Most "anonymous" services log enough to identify you. Here is what real anonymous file sharing looks like, and where the limits are.
Updated May 18, 2026
"Anonymous" gets thrown around loosely. Most services that advertise it still log your IP, attach an account requirement at scale, or scan your file contents. True anonymity in file sharing is a discipline, not a checkbox.
Here's a clear picture of what anonymous means on Zippd and where the practical limits sit.
Anonymous uploads on Zippd require nothing from you:
You can land on the homepage, drop a 2 GB file, get a share link, and leave. No identifier was created.

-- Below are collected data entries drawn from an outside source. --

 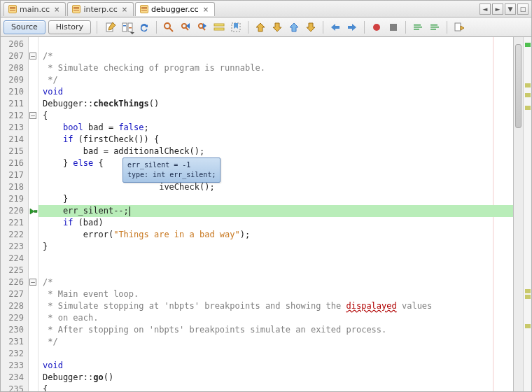 I want to click on refresh-icon, so click(x=144, y=27).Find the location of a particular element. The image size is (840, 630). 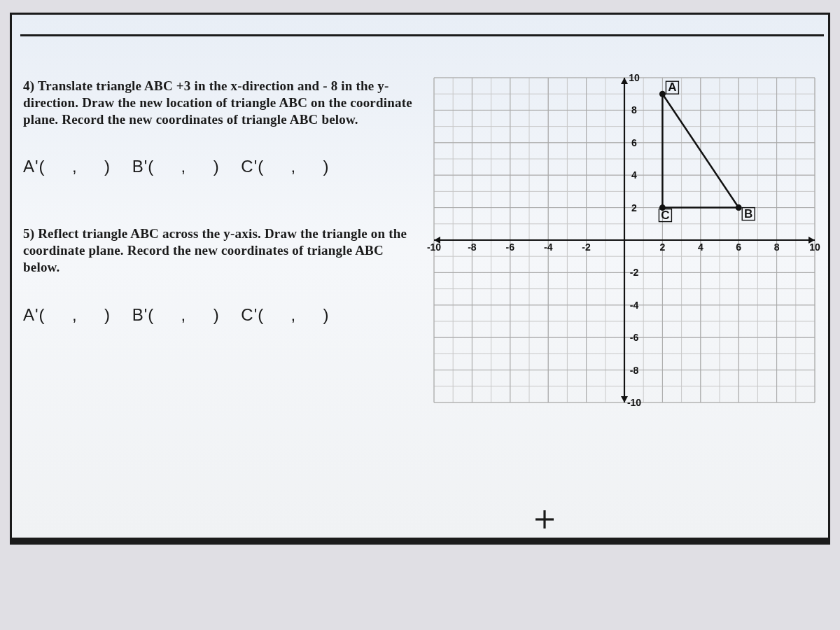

Honesty matters more than vibes. Even anonymous uploads create some server-side state:
That's it. We don't run analytics that tie file IDs to sessions. We don't fingerprint browsers. We don't pixel-track outbound emails.
Anonymous OR registered, we genuinely cannot see:
Different threats require different responses. Quick breakdown:
| Threat | Anonymous Zippd |
|---|---|
| Random stranger guessing your file ID | Effectively impossible (16-byte random ID) |
| Network eavesdropper | Sees only ciphertext + storage host |
| Service-side data breach | Leaks opaque ciphertext + HMACed IPs |
| Court order to identify uploader | HMAC IP retained 30d; not reversible without the original IP |
| Adversary with your share URL | Has full access to plaintext after decryption |
| Adversary monitoring your home network | Sees encrypted upload traffic to storage host |
To be very clear:
| Anonymous | Registered | |
|---|---|---|
| Email known to us | No | Yes (for password reset) |
| File ownership tied to identity | No | Yes |
| File size limit | 2 GB | 20 GB |
| File TTL | 7 days | 30 days |
| Dashboard | No | Yes |
| Earn from downloads | No | Yes |
| File content visible to us | No | No |
Anonymous and registered both get the same zero-knowledge encryption. The difference is whether your account email is recorded on our side.
For ongoing use — multiple files per week, monetization, dashboard tracking — register. The friction is one form and zero verification emails.
Only as an HMAC hash, used for rate limits. The plaintext IP is never stored. Web server access logs may briefly contain it but rotate within 30 days.
From Zippd records alone, no. We have only a hashed IP. From your ISP records (separate, beyond our control), potentially yes if they have records of you connecting to zippd.io at the relevant time.
Yes. Zippd works over Tor. The anonymous upload flow imposes no JavaScript challenges that break Tor browser.
Combine: Tor browser + anonymous Zippd upload + share the URL through an anonymous channel. That's defense in depth.
Go to the homepage. No login wall. Just a drop zone.